Ten-year government bonds won’t reach a “normalized” level of 4.5 percent for another 11 years, MetLife Chief Executive Officer Steve Kandarian said Thursday on a conference call with analysts discussing third-quarter results.

Over the past quarter century, the securities––the benchmark for pricing everything from auto loans to mortgages––have yielded about 4.7 percent, according to data compiled by Bloomberg.

The New York-based insurer, which previously expected yields to reach 4.5 percent in three years, is joining a slew of bond market prognosticators in betting on yields staying lower for longer. Even with the possibility of the Federal Reserve raising interest rates for the first time in almost a decade next month, forecasters now predict 10-year yields will reach just 2.3 percent by year-end, down from estimates of 3.06 percent at the start of this year.

"Given this year compared to even a few years ago, where there was much more optimism about the recovery of the world economies, we see much slower growth for now and for the foreseeable future," said John Hele, MetLife’s chief financial officer.
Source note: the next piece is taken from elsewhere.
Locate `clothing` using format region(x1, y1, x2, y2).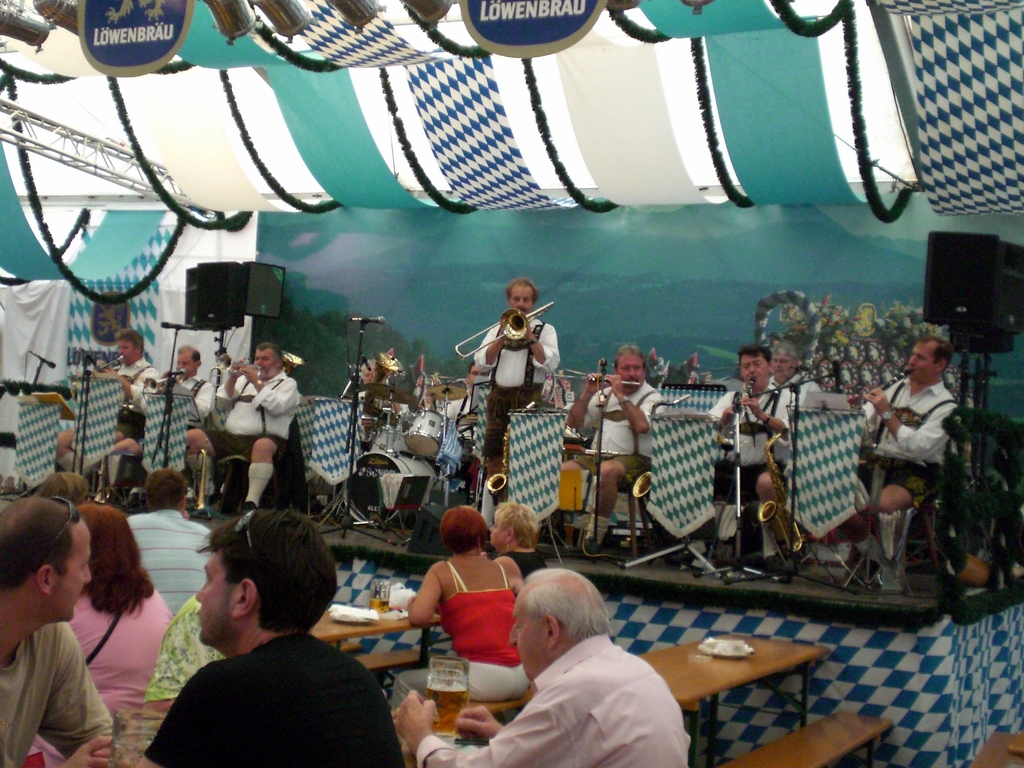
region(506, 547, 547, 573).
"And that’s why we put a longer slope going out on the Treasury rate.” The company held about $60 billion in Treasuries and agency debt as of Sept. 30, compared with $57 billion a year prior, according to company data.

Shares Slump

U.S. 10-year note yields rose three basis points, or 0.03 percentage point, to 2.25 percent as of 12:35 p.m. in New York, according to Bloomberg Bond Trader data. Shares of MetLife, which has an investment portfolio of more than $500 billion, slumped 1.9 percent Thursday to $49.55.
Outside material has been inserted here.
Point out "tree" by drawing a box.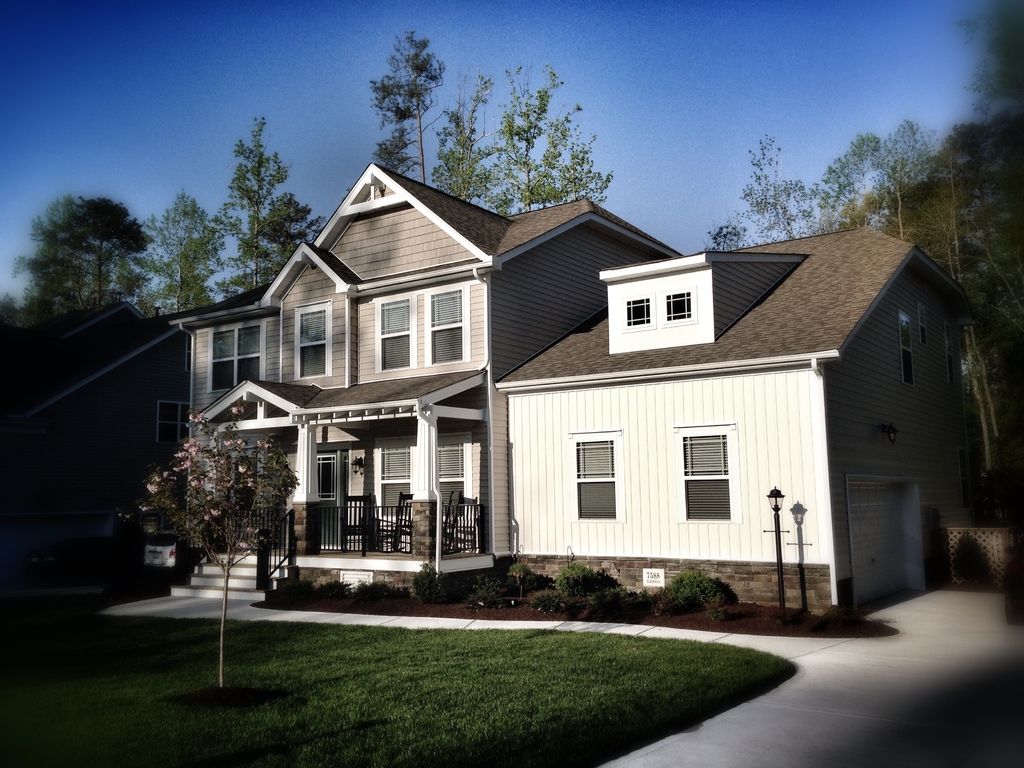
(left=706, top=132, right=808, bottom=246).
The 10-year outlook “strikes me as a major change,” Eric Berg, an analyst at RBC Capital Markets, told MetLife’s executives on the call.

Insurers collect billions of dollars from policyholders and can hold the funds for decades before paying death benefits or obligations on retirement products. The companies invest the money, mostly in bonds, and periodically review long-term projections for returns. Kandarian said third-quarter profit was cut by “less than $180 million” based on an annual review that accounted for lower-than-expected interest rates.